How have you been using your time in residence at Delfina Foundation?

I’ve been taking classical singing lessons and British Sign Language lessons. I wanted to see what would happen if I tried to learn two contradictory systems at once; how they could contaminate, cross over each other. For a long time I have had an obsession with the voice, and have become more and more fascinated by gesture. Voice and gesture dwell in this dangerous barbed wire zone of speech, often betraying us, making it clear that there is a lot more going on than the meaning we convey in words. Language is contaminated by accents, variations of pitch and volume, gestures and facial movements. Both classical singing and sign language work quite consciously and precisely with elements that, for the regular speaker, are often unconscious or paralinguistic. In sign language the sequence of gestures must be performed and read attentively in order for the meaning to be unfolded. With singing, the rhythm and the variation of the pitch of the voice become more important than the text of the song. The facial expressions play an important role in signing, you face distorts and becomes elastic as you open your mouth to sing. You cannot be neutral when you sing or sign.

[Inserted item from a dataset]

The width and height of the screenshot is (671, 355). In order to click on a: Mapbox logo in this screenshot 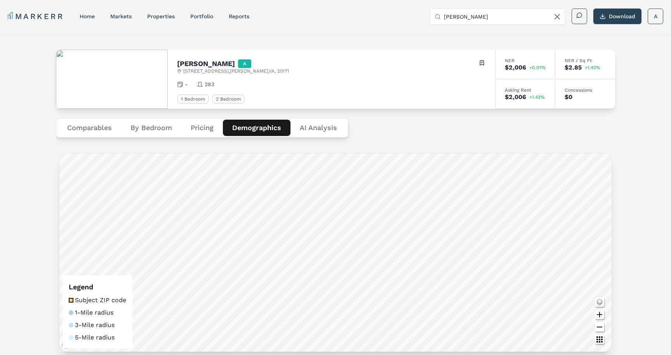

Frame of video projected during Luísa Nóbrega’s performance at Delfina Foundation – tsunami, 2016

Your residency here during Performance as Process is exploring the performance of speech and language. Could you talk on your idea of the ‘performativity of speech’?

Speaking is an attempt to jump over the abyss between me and you, to cross the gap that at once separates and connects individual and collective experience. It involves a certain degree of improvisation and a lot of repetition; while we deal with the specific context in which we are speaking, we constantly repeat things we heard other people say in the past. No act of speech is completely spontaneous; we learn to speak by imitating others, by learning a series of conventions that are not only grammatical rules, but codes of behavior as well. The way we speak in a dinner table is not the same way we speak in a bar or at a funeral; we learn how to adjust the volume of our voice and our intonations according to the situations, in order to sound firm or laid back or reassuring. But no matter how hard we try to control them, voice and gestures often come out of tune, out of hands. Bad jokes, anticlimaxes, exalted situations make us stutter or become voiceless, and suddenly our hands tremble, we want to shout. Being in London, I couldn’t help realizing how codified the English society is, with a whole lot of subtle, unspoken rules regulating daily interaction among people, dictating when to praise someone, when to change subjects, how to finish a conversation. Speech is very sophisticated and controlled here, rarely direct. It is interesting how, as a foreigner, you start to tackle into these codes that at first are not obvious for you at all.

Frame of video projected during Luísa Nóbrega’s performance at Delfina Foundation – tsunami, 2016

Can you talk a little bit about tsunami, the performance you created for Transpositions?

I projected two videos in the stairs of the Delfina building; in one of them, a deaf woman uses British Sign Language to tell the story of how she survived a tsunami, and in the other a soprano sings L’extase, by Debussy. I was sitting there with headphones on for eight hours, attempting to imitate the signing of the deaf woman and to sing along with the soprano at the same time. I wanted to see how singing and signing would merge after many hours of exhaustive repetition. No matter how hard you try to imitate someone else’s action, there is always a gap; I wanted to dive into this gap, instead of ignoring it. Language often comes to the verge of collapsing when it attempts to translate extreme experiences such as confronting a tsunami or being in ecstasy, so any kind of failure was welcome here. I like this idea of following strict rules, and yet losing control. By the moment the audience came in, I was already doing that for four hours. People were aware that the action started before they were watching and would continue after they are gone. Perhaps it felt more like eavesdropping than like watching a presentation. I like to make actions that can’t, or that could hardly be fully documented, or that even if fully documented they would be almost unbearable to watch.

Luísa Nóbrega, I am a sign, 2014

How important do you think the voice is in a world that increasingly communicates in images and signs?

I was reading this amazing book by Avital Ronell, The Telephone Book, written in 1989, long before the mobile phone took over such an important role in people’s lives. Back then, she was already saying that the telephone was not a functional apparatus, but an ambiguous prosthesis of the mouth and the ear, and now it seems to have become also an extension of the eye and the finger. Ever since the gramophone and the telephone were invented, voices coming from the past and rushing into the future surround us like ghostly presences, and we float amid this bunch of conversations we cannot fully grasp. Perhaps this has something to do with this re-emergence of exalted, vehement voices in the political arena, echoing the ghosts of fascism in the social media and beyond. Recorded conversations and telephone tapping played a major role in the political crises Brazil is facing right now, which led to the president being suspended and a right-winged government raised to power in a rather unscrupulous way. Disembodied voices can be powerful and uncanny – maybe we should learn how to raise our voices or to be silent without being overwhelmed or possessed by them.